Background: Bipolar disorder (BD) is a debilitating psychiatric disorder affecting millions of people worldwide with mean time to diagnosis estimated to be at least 10 years. Whilst many brain imaging studies have compared those with BD to controls, few have attempted to investigate differences between BD Type I and II and matched controls.
Methods: Thirty-one patients with BD (16 Type I and 15 Type II) and 31 matched healthy controls were MRI brain scanned with conventional T1-weighted and diffusion tensor imaging methods.
Results: There was significantly reduced regional brain volume and thickness among the BD subjects, but also between BD Type I when compared to Type II. White matter integrity also differed between the groups and BD severity correlated significantly with regional brain volume and thickness.
Limitations: Future investigations will consider length of time each BD patient had been diagnosed with BD, as well as assessing controls for family history of psychiatric illness, specifically BD. Similarly, genetic assessment will be conducted as well.
Conclusions: These findings suggest that there are not only regional brain volumetric, thickness and white matter integrity differences between BD and matched controls, but also between those with BD Type I and Type II, such that reduced regional brain volume may underlie BD Type I whereas white matter integrity is more altered in BD Type II.
Keywords: Bipolar disorder; Diffusion imaging; Magnetic resonance imaging; Volumetrics.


WHAT THE EXERCISE ASKS: Please return every line of the records that contains the word "ammeter".

MATERIAL FOR THIS TASK:

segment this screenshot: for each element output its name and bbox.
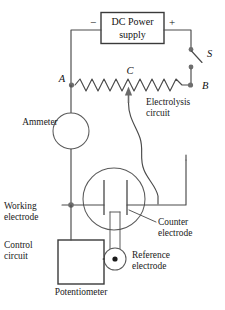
rheostat-terminal-b-node[interactable] [188, 82, 193, 87]
positive-terminal-label: + [169, 16, 175, 28]
rheostat-zigzag [75, 79, 188, 91]
working-electrode-label-line2: electrode [4, 212, 38, 222]
reference-electrode-label-line2: electrode [132, 261, 166, 271]
dc-power-supply-label-line2: supply [119, 29, 146, 40]
electrolysis-circuit-label-line1: Electrolysis [146, 97, 191, 107]
reference-electrode-dot [112, 256, 117, 261]
electrolysis-cell-vessel [83, 168, 145, 230]
reference-electrode-label-line1: Reference [132, 250, 170, 260]
wire-supply-positive-to-switch [164, 30, 191, 48]
working-electrode-label-line1: Working [4, 201, 37, 211]
switch-label: S [207, 48, 213, 59]
ammeter-symbol [53, 113, 89, 149]
electrolysis-circuit-label-line2: circuit [146, 108, 170, 118]
dc-power-supply-label-line1: DC Power [112, 16, 155, 27]
ammeter-label: Ammeter [22, 117, 58, 127]
wire-supply-negative-to-a [71, 30, 101, 85]
potentiometer-label: Potentiometer [55, 287, 108, 297]
negative-terminal-label: − [90, 16, 96, 28]
rheostat-tap-arrowhead [125, 87, 132, 96]
circuit-diagram: DC Power supply − + S A B C [0, 0, 225, 310]
counter-electrode-label-line1: Counter [158, 217, 189, 227]
rheostat-terminal-b-label: B [202, 80, 209, 91]
switch-blade[interactable] [192, 51, 203, 63]
control-circuit-label-line1: Control [4, 240, 33, 250]
rheostat-tap-c-label: C [126, 65, 134, 76]
circuit-svg: DC Power supply − + S A B C [0, 0, 225, 310]
counter-electrode-label-line2: electrode [158, 228, 192, 238]
rheostat-terminal-a-label: A [58, 73, 66, 84]
control-circuit-label-line2: circuit [4, 251, 28, 261]
potentiometer-box[interactable] [58, 240, 104, 284]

REPLY TO THE EXERCISE:
ammeter-symbol [53, 113, 89, 149]
ammeter-label: Ammeter [22, 117, 58, 127]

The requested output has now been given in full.